Step 1: Find overtime hourly rate Overtime Rate = ₹100 × 2 = ₹200 per hour
Step 2: Calculate overtime pay Overtime Pay = 5 × ₹200 = ₹1,000
| Item | Amount |
| Normal hourly wage | ₹100 |
| Overtime hours worked | 5 |
| Overtime hourly rate | ₹200 |
| Total OT pay | ₹1,000 |
This is simplified, but it shows the core payroll logic clearly. The rate doubles, and the total extra pay depends on how many overtime hours the employee actually worked.
Why Overtime Matters in Payroll
Overtime affects both salary accuracy and compliance.
If OT hours are not tracked correctly, the employee may be underpaid. If the calculation is wrong, payroll records may not match actual hours worked. In businesses with shifts, factories, outlets, or service teams, even small OT errors can repeat across many employees and build into a larger compliance problem.
For payroll teams, therefore, overtime affects several areas:
- Final payable salary for that period
- Attendance-linked wage calculations
- Shift and labour cost review
- Planning for high-demand periods
- Compliance with applicable wage rules
Getting overtime right is not just about one employee, it is about maintaining accurate wage records across the workforce.
Overtime and Payroll Systems
Calculating OT manually for one employee is manageable. However, once the workforce grows, manual calculation becomes harder. Different shifts, different attendance patterns, and different overtime thresholds can all create confusion and errors.
Payroll systems address this by linking attendance data directly with pay rules. When the software already knows the employee’s working hours and overtime rate, the final OT amount is easier to process, review, and audit. As a result, businesses reduce the risk of miscalculation and can review labour costs more accurately at the end of each payroll cycle.
Key Takeaways
Overtime means work done beyond normal working hours, and overtime pay is the extra wage paid for that additional time. Under the Code on Wages, 2019, the overtime rate for covered employees must not be less than twice the normal rate of wages.
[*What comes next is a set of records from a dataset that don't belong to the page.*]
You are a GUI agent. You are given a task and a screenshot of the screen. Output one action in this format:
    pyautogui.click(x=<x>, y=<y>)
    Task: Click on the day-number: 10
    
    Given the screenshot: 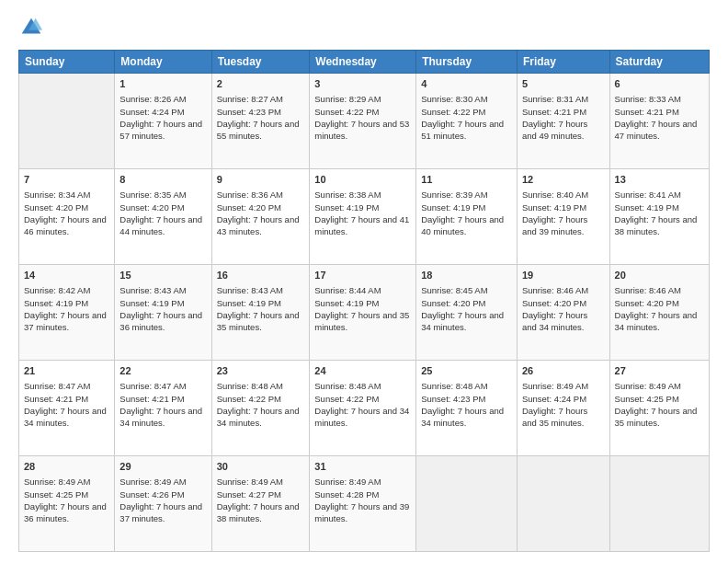 What is the action you would take?
    pyautogui.click(x=362, y=180)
For payroll teams, the process is straightforward, once overtime hours are worked, the system needs a clear method to calculate and record them. When that process works correctly, employees receive accurate pay and the business maintains cleaner wage compliance records.
Frequently Asked Questions
Overtime in payroll refers to the extra work hours an employee puts in beyond normal working hours, and the additional wages the business must pay for those hours. It is recorded separately from regular hours in payroll processing.
The basic formula is: Overtime Hours × Overtime Rate per Hour. Where the applicable rule requires double wages, the overtime rate becomes twice the normal hourly wage. So if the normal rate is ₹100 per hour, the overtime rate becomes ₹200 per hour.
Under the Code on Wages, 2019, overtime must be paid at a rate not less than twice the normal rate of wages for covered employees working beyond the normal working day. However, the exact rule can vary depending on the establishment type and applicable law.
Because it directly affects final salary, labour cost, and wage compliance. If overtime hours are not tracked and paid correctly, the business risks underpaying employees and creating compliance gaps in wage records.